◆ **Aim of the exercise**
The entries below contain a stretch that opens with the line containing "Locate an element" and closes with the line containing "The width and height of the screenshot is (747, 560)."; set down that stretch exactly, both ends included, and nothing else.

◆ **Dataset**
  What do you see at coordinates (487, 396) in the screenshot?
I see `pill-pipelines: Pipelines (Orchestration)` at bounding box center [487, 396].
---
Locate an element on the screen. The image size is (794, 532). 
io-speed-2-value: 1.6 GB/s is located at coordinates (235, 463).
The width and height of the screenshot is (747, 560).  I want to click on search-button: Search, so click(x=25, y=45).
* * *
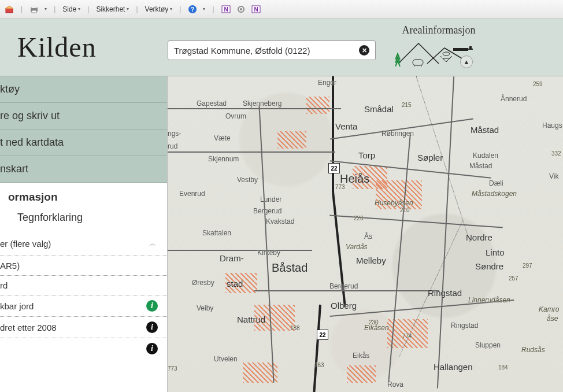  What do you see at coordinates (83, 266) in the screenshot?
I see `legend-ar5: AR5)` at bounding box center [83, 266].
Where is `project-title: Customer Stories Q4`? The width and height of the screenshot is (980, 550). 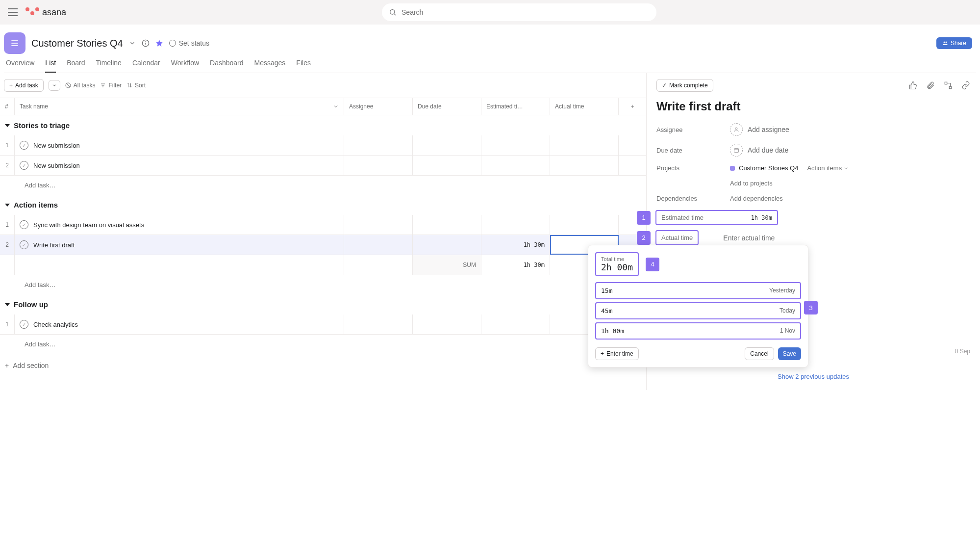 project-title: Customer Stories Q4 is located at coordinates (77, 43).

◆ **Written reply**
Locate an element on the screen. The image size is (794, 532). 
io-speed-2-value: 1.6 GB/s is located at coordinates (235, 463).
The width and height of the screenshot is (747, 560).  I want to click on search-button: Search, so click(x=25, y=45).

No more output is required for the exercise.